Helimski, E.A. 1986. Arkhivnye materialy XVIII veka po eniseyskim yazykam. In: Paleoaziatskiy sbornik. Leningrad: Nauka: 179-212.
Helimski, E.A. 2000. Glottalizaciya v yazykakh sredney Sibiri. In: Evraziyskoe prostranstvo: Zvuk i slovo. Mezhdu-narodnaya konferenciya 3-6 sentyabrya 2000: Tezisy i materialy. Moscow: 17-18.
4 Too literal interpretation of the label "predicative suffix", plus the idea about the verbal nature of predicativ-ity, were, as it seems, responsible for the strange analysis of the word o~ks' suggested by Porotova (see Introduction).
Kreinovich, E.A. 1968. Sposoby deystviya v glagole ketskogo yazyka. In: Vyach. Vs. Ivanov, V. N. Toporov, B. A.
Uspenskiy (eds.). Ketskiy sbornik: Lingvistika. Moscow: Gl. red. vost. lit.: 75-138. Porotova, T.I. 1990. Kategoriya mnozhestvennosti v eniseyskikh yazykakh. Tomsk: Izd-vo Tomskogo un-ta. SKS = Porotova, T.I. 2002. Slovar' govornykh form ketskikh suschestvitel'nykh (s formami mnozhestvennogo chisla). Tomsk: TGPU.
Starostin, S.A. 1995. Sravnitel'nyy slovar' eniseyskikh yazykov. In: S. A. Starostin (ed.). Ketskiy sbornik: Lingvistika.
Moscow: Yazyki russkoy kul'tury: 176-315. Toporov, V.N., T.V. Civjan. 1968. Ob izuchenii imeni v ketskom (Nekotorye rezul'taty i perspektivy). In: Vyach. Vs.
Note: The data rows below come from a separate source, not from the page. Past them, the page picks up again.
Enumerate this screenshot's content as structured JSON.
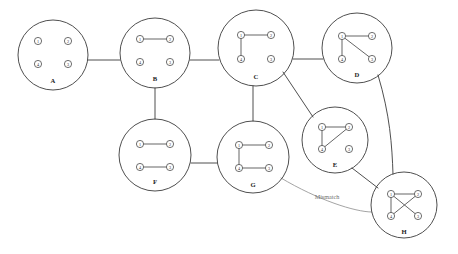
{
  "diagram": {
    "canvas": {
      "width": 458,
      "height": 254
    },
    "colors": {
      "background": "#ffffff",
      "cluster_stroke": "#3b3b3b",
      "node_stroke": "#4a4a4a",
      "node_fill": "#ffffff",
      "edge_stroke": "#4a4a4a",
      "mismatch_stroke": "#8d8d8d",
      "label_text": "#1d1d1d",
      "edge_label_text": "#6f6f6f"
    },
    "node_labels": [
      "1",
      "2",
      "3",
      "4"
    ],
    "clusters": [
      {
        "id": "A",
        "label": "A",
        "cx": 53,
        "cy": 55,
        "r": 35,
        "label_x": 53,
        "label_y": 80,
        "nodes": [
          {
            "name": "1",
            "x": 38,
            "y": 41
          },
          {
            "name": "2",
            "x": 68,
            "y": 41
          },
          {
            "name": "4",
            "x": 38,
            "y": 64
          },
          {
            "name": "3",
            "x": 68,
            "y": 64
          }
        ],
        "edges": []
      },
      {
        "id": "B",
        "label": "B",
        "cx": 155,
        "cy": 53,
        "r": 35,
        "label_x": 155,
        "label_y": 78,
        "nodes": [
          {
            "name": "1",
            "x": 140,
            "y": 39
          },
          {
            "name": "2",
            "x": 170,
            "y": 39
          },
          {
            "name": "4",
            "x": 140,
            "y": 62
          },
          {
            "name": "3",
            "x": 170,
            "y": 62
          }
        ],
        "edges": [
          {
            "from": "1",
            "to": "2"
          }
        ]
      },
      {
        "id": "C",
        "label": "C",
        "cx": 256,
        "cy": 48,
        "r": 38,
        "label_x": 256,
        "label_y": 76,
        "nodes": [
          {
            "name": "1",
            "x": 241,
            "y": 35
          },
          {
            "name": "2",
            "x": 271,
            "y": 35
          },
          {
            "name": "4",
            "x": 241,
            "y": 59
          },
          {
            "name": "3",
            "x": 271,
            "y": 59
          }
        ],
        "edges": [
          {
            "from": "1",
            "to": "2"
          },
          {
            "from": "1",
            "to": "4"
          }
        ]
      },
      {
        "id": "D",
        "label": "D",
        "cx": 357,
        "cy": 48,
        "r": 35,
        "label_x": 357,
        "label_y": 74,
        "nodes": [
          {
            "name": "1",
            "x": 342,
            "y": 36
          },
          {
            "name": "2",
            "x": 372,
            "y": 36
          },
          {
            "name": "4",
            "x": 342,
            "y": 59
          },
          {
            "name": "3",
            "x": 372,
            "y": 59
          }
        ],
        "edges": [
          {
            "from": "1",
            "to": "2"
          },
          {
            "from": "1",
            "to": "4"
          },
          {
            "from": "1",
            "to": "3"
          }
        ]
      },
      {
        "id": "E",
        "label": "E",
        "cx": 335,
        "cy": 140,
        "r": 33,
        "label_x": 335,
        "label_y": 164,
        "nodes": [
          {
            "name": "1",
            "x": 322,
            "y": 127
          },
          {
            "name": "2",
            "x": 349,
            "y": 127
          },
          {
            "name": "4",
            "x": 322,
            "y": 149
          },
          {
            "name": "3",
            "x": 349,
            "y": 149
          }
        ],
        "edges": [
          {
            "from": "1",
            "to": "2"
          },
          {
            "from": "1",
            "to": "4"
          },
          {
            "from": "2",
            "to": "4"
          }
        ]
      },
      {
        "id": "F",
        "label": "F",
        "cx": 155,
        "cy": 155,
        "r": 36,
        "label_x": 155,
        "label_y": 181,
        "nodes": [
          {
            "name": "1",
            "x": 140,
            "y": 144
          },
          {
            "name": "2",
            "x": 170,
            "y": 144
          },
          {
            "name": "4",
            "x": 140,
            "y": 167
          },
          {
            "name": "3",
            "x": 170,
            "y": 167
          }
        ],
        "edges": [
          {
            "from": "1",
            "to": "2"
          },
          {
            "from": "4",
            "to": "3"
          }
        ]
      },
      {
        "id": "G",
        "label": "G",
        "cx": 253,
        "cy": 157,
        "r": 36,
        "label_x": 253,
        "label_y": 184,
        "nodes": [
          {
            "name": "1",
            "x": 239,
            "y": 145
          },
          {
            "name": "2",
            "x": 269,
            "y": 145
          },
          {
            "name": "4",
            "x": 239,
            "y": 168
          },
          {
            "name": "3",
            "x": 269,
            "y": 168
          }
        ],
        "edges": [
          {
            "from": "1",
            "to": "2"
          },
          {
            "from": "1",
            "to": "4"
          },
          {
            "from": "4",
            "to": "3"
          }
        ]
      },
      {
        "id": "H",
        "label": "H",
        "cx": 404,
        "cy": 205,
        "r": 33,
        "label_x": 404,
        "label_y": 231,
        "nodes": [
          {
            "name": "1",
            "x": 391,
            "y": 194
          },
          {
            "name": "2",
            "x": 418,
            "y": 194
          },
          {
            "name": "4",
            "x": 391,
            "y": 216
          },
          {
            "name": "3",
            "x": 418,
            "y": 216
          }
        ],
        "edges": [
          {
            "from": "1",
            "to": "2"
          },
          {
            "from": "1",
            "to": "4"
          },
          {
            "from": "1",
            "to": "3"
          },
          {
            "from": "2",
            "to": "4"
          }
        ]
      }
    ],
    "connections": [
      {
        "id": "A-B",
        "from": "A",
        "to": "B",
        "path": "M 88 60 L 120 60",
        "mismatch": false
      },
      {
        "id": "B-C",
        "from": "B",
        "to": "C",
        "path": "M 190 60 L 219 60",
        "mismatch": false
      },
      {
        "id": "C-D",
        "from": "C",
        "to": "D",
        "path": "M 293 59 L 323 59",
        "mismatch": false
      },
      {
        "id": "B-F",
        "from": "B",
        "to": "F",
        "path": "M 155 88 L 155 119",
        "mismatch": false
      },
      {
        "id": "C-G",
        "from": "C",
        "to": "G",
        "path": "M 253 86 L 253 121",
        "mismatch": false
      },
      {
        "id": "F-G",
        "from": "F",
        "to": "G",
        "path": "M 191 163 L 217 163",
        "mismatch": false
      },
      {
        "id": "C-E",
        "from": "C",
        "to": "E",
        "path": "M 283 72 L 313 117",
        "mismatch": false
      },
      {
        "id": "D-H",
        "from": "D",
        "to": "H",
        "path": "M 378 75 C 390 115, 392 145, 393 174",
        "mismatch": false
      },
      {
        "id": "E-H",
        "from": "E",
        "to": "H",
        "path": "M 352 168 L 378 188",
        "mismatch": false
      },
      {
        "id": "G-H",
        "from": "G",
        "to": "H",
        "path": "M 281 178 C 318 200, 355 212, 372 212",
        "mismatch": true,
        "label": "Mismatch",
        "label_x": 327,
        "label_y": 196
      }
    ]
  }
}
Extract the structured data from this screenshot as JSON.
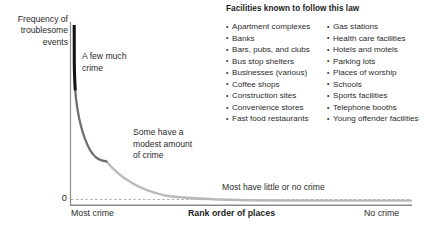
{
  "chart_data": {
    "type": "line",
    "title": "",
    "xlabel": "Rank order of places",
    "ylabel": "Frequency of troublesome events",
    "x_tick_labels": [
      "Most crime",
      "No crime"
    ],
    "y_tick_labels": [
      "0"
    ],
    "grid": false,
    "legend": "none",
    "xlim": [
      0,
      100
    ],
    "ylim": [
      0,
      100
    ],
    "series": [
      {
        "name": "high-crime-head",
        "color": "#111111",
        "x": [
          1.0,
          1.05,
          1.15,
          1.3,
          1.6,
          2.0
        ],
        "y": [
          100.0,
          92.0,
          80.0,
          68.0,
          58.0,
          50.0
        ]
      },
      {
        "name": "moderate-crime-body",
        "color": "#666666",
        "x": [
          2.0,
          3.0,
          4.5,
          6.5,
          9.0,
          12.0,
          16.0
        ],
        "y": [
          50.0,
          37.0,
          27.0,
          20.0,
          15.0,
          11.0,
          8.0
        ]
      },
      {
        "name": "low-crime-tail",
        "color": "#b5b5b5",
        "x": [
          16.0,
          22.0,
          30.0,
          40.0,
          55.0,
          70.0,
          85.0,
          100.0
        ],
        "y": [
          8.0,
          5.5,
          3.6,
          2.2,
          1.2,
          0.6,
          0.25,
          0.0
        ]
      }
    ],
    "annotations": [
      {
        "id": "high",
        "text": "A few much\ncrime"
      },
      {
        "id": "mid",
        "text": "Some have a\nmodest amount\nof crime"
      },
      {
        "id": "low",
        "text": "Most have little or no crime"
      }
    ],
    "baseline_style": "dashed",
    "colors": {
      "axis": "#8a8a8a",
      "baseline_dash": "#9a9a9a",
      "head": "#111111",
      "body": "#666666",
      "tail": "#b5b5b5",
      "text": "#2b2b2b",
      "background": "#ffffff"
    }
  },
  "axes": {
    "y_title": "Frequency of\ntroublesome\nevents",
    "zero_tick": "0",
    "x_title": "Rank order of places",
    "x_left_label": "Most crime",
    "x_right_label": "No crime"
  },
  "annotations": {
    "high_crime": "A few much\ncrime",
    "moderate_crime": "Some have a\nmodest amount\nof crime",
    "low_crime": "Most have little or no crime"
  },
  "facilities": {
    "title": "Facilities known to follow this law",
    "column_left": [
      "Apartment complexes",
      "Banks",
      "Bars, pubs, and clubs",
      "Bus stop shelters",
      "Businesses (various)",
      "Coffee shops",
      "Construction sites",
      "Convenience stores",
      "Fast food restaurants"
    ],
    "column_right": [
      "Gas stations",
      "Health care facilities",
      "Hotels and motels",
      "Parking lots",
      "Places of worship",
      "Schools",
      "Sports facilities",
      "Telephone booths",
      "Young offender facilities"
    ]
  }
}
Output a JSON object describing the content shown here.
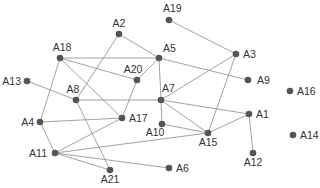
{
  "diagram": {
    "type": "network-graph",
    "colors": {
      "node": "#555555",
      "edge": "#8a8a8a",
      "label": "#333333",
      "background": "#ffffff"
    },
    "nodes": [
      {
        "id": "A1",
        "x": 249,
        "y": 114,
        "lx": 256,
        "ly": 118,
        "anchor": "start"
      },
      {
        "id": "A2",
        "x": 119,
        "y": 34,
        "lx": 119,
        "ly": 27,
        "anchor": "middle"
      },
      {
        "id": "A3",
        "x": 236,
        "y": 54,
        "lx": 243,
        "ly": 58,
        "anchor": "start"
      },
      {
        "id": "A4",
        "x": 40,
        "y": 122,
        "lx": 34,
        "ly": 126,
        "anchor": "end"
      },
      {
        "id": "A5",
        "x": 159,
        "y": 58,
        "lx": 163,
        "ly": 52,
        "anchor": "start"
      },
      {
        "id": "A6",
        "x": 169,
        "y": 168,
        "lx": 176,
        "ly": 172,
        "anchor": "start"
      },
      {
        "id": "A7",
        "x": 161,
        "y": 100,
        "lx": 162,
        "ly": 92,
        "anchor": "start"
      },
      {
        "id": "A8",
        "x": 76,
        "y": 100,
        "lx": 73,
        "ly": 93,
        "anchor": "middle"
      },
      {
        "id": "A9",
        "x": 248,
        "y": 80,
        "lx": 257,
        "ly": 84,
        "anchor": "start"
      },
      {
        "id": "A10",
        "x": 162,
        "y": 124,
        "lx": 155,
        "ly": 136,
        "anchor": "middle"
      },
      {
        "id": "A11",
        "x": 55,
        "y": 153,
        "lx": 47,
        "ly": 157,
        "anchor": "end"
      },
      {
        "id": "A12",
        "x": 253,
        "y": 153,
        "lx": 253,
        "ly": 166,
        "anchor": "middle"
      },
      {
        "id": "A13",
        "x": 27,
        "y": 81,
        "lx": 21,
        "ly": 85,
        "anchor": "end"
      },
      {
        "id": "A14",
        "x": 293,
        "y": 135,
        "lx": 300,
        "ly": 139,
        "anchor": "start"
      },
      {
        "id": "A15",
        "x": 208,
        "y": 133,
        "lx": 208,
        "ly": 146,
        "anchor": "middle"
      },
      {
        "id": "A16",
        "x": 290,
        "y": 91,
        "lx": 297,
        "ly": 95,
        "anchor": "start"
      },
      {
        "id": "A17",
        "x": 122,
        "y": 118,
        "lx": 129,
        "ly": 122,
        "anchor": "start"
      },
      {
        "id": "A18",
        "x": 60,
        "y": 58,
        "lx": 62,
        "ly": 51,
        "anchor": "middle"
      },
      {
        "id": "A19",
        "x": 169,
        "y": 20,
        "lx": 163,
        "ly": 12,
        "anchor": "start"
      },
      {
        "id": "A20",
        "x": 137,
        "y": 80,
        "lx": 133,
        "ly": 73,
        "anchor": "middle"
      },
      {
        "id": "A21",
        "x": 110,
        "y": 170,
        "lx": 110,
        "ly": 183,
        "anchor": "middle"
      }
    ],
    "edges": [
      [
        "A2",
        "A5"
      ],
      [
        "A2",
        "A8"
      ],
      [
        "A19",
        "A3"
      ],
      [
        "A18",
        "A5"
      ],
      [
        "A18",
        "A20"
      ],
      [
        "A18",
        "A4"
      ],
      [
        "A18",
        "A17"
      ],
      [
        "A5",
        "A20"
      ],
      [
        "A5",
        "A7"
      ],
      [
        "A5",
        "A9"
      ],
      [
        "A3",
        "A7"
      ],
      [
        "A3",
        "A15"
      ],
      [
        "A13",
        "A8"
      ],
      [
        "A8",
        "A7"
      ],
      [
        "A8",
        "A21"
      ],
      [
        "A20",
        "A17"
      ],
      [
        "A4",
        "A17"
      ],
      [
        "A4",
        "A11"
      ],
      [
        "A7",
        "A10"
      ],
      [
        "A7",
        "A1"
      ],
      [
        "A7",
        "A15"
      ],
      [
        "A10",
        "A15"
      ],
      [
        "A11",
        "A17"
      ],
      [
        "A11",
        "A15"
      ],
      [
        "A11",
        "A21"
      ],
      [
        "A11",
        "A6"
      ],
      [
        "A1",
        "A15"
      ],
      [
        "A1",
        "A12"
      ]
    ]
  }
}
Ivanov, V. N. Toporov, B. A. Uspenskiy (eds.). Ketskiy sbornik: Lingvistika. Moscow: Gl. red. vost. lit.: 229-246. Vall, M.N., I.F. Kanakin. 1985. Kategorii imeni v ketskom yazyke. Novosibirsk: Nauka.
VWJS = Werner, Heinrich. 2002. Vergleichendes Wörterbuch der Jenissej-Sprachen. Bd. 1-3. Wiesbaden: Harrassowitz. Werner, Heinrich. 1995. Zur Typologie der Jenissej-Sprachen. (Veröffentlichungen der Societas Uralo-Altaica, Bd. 45). Wiesbaden: Harrassowitz.
Werner, Heinrich. 1997a. Das Jugische (Sym-Ketische). (Veröffentlichungen der Societas Uralo-Altaica, Bd. 50).
Wiesbaden: Harrassowitz. Werner, Heinrich. 1997b. Die ketische Sprache. (Tunguso-Sibirica, Bd. 3). Wiesbaden: Harrassowitz. Werner, Heinrich. 1998. Probleme der Wortbildung in den Jenissej-Sprachen. (Lincom Studies in Asian Linguistics 25). München / Newcastle: Lincom Europa.
Е. А. Хелимский. Сингулятивы на -s в кетском языке.
Статья посвящена любопытному аспекту синхронной и исторической морфологии кет-ского языка, имеющему важное значение для праенисейской реконструкции. Основываясь на парадигматических характеристиках ряда архаичных форм, автор предполагает, что элемент -s', зафиксированный в некотором количестве кетских именных основ, следует анализировать как десемантизированный показатель сингулятива, по-видимому, обладавший продуктивностью на более ранних этапах развития кетского языка. В статье приводятся и подробно обсуждаются внутренние и внешние данные, так или иначе подтверждающие эту гипотезу.
Ключевые слова: Енисейские языки, кетский язык, застывшая морфология, сингулятив.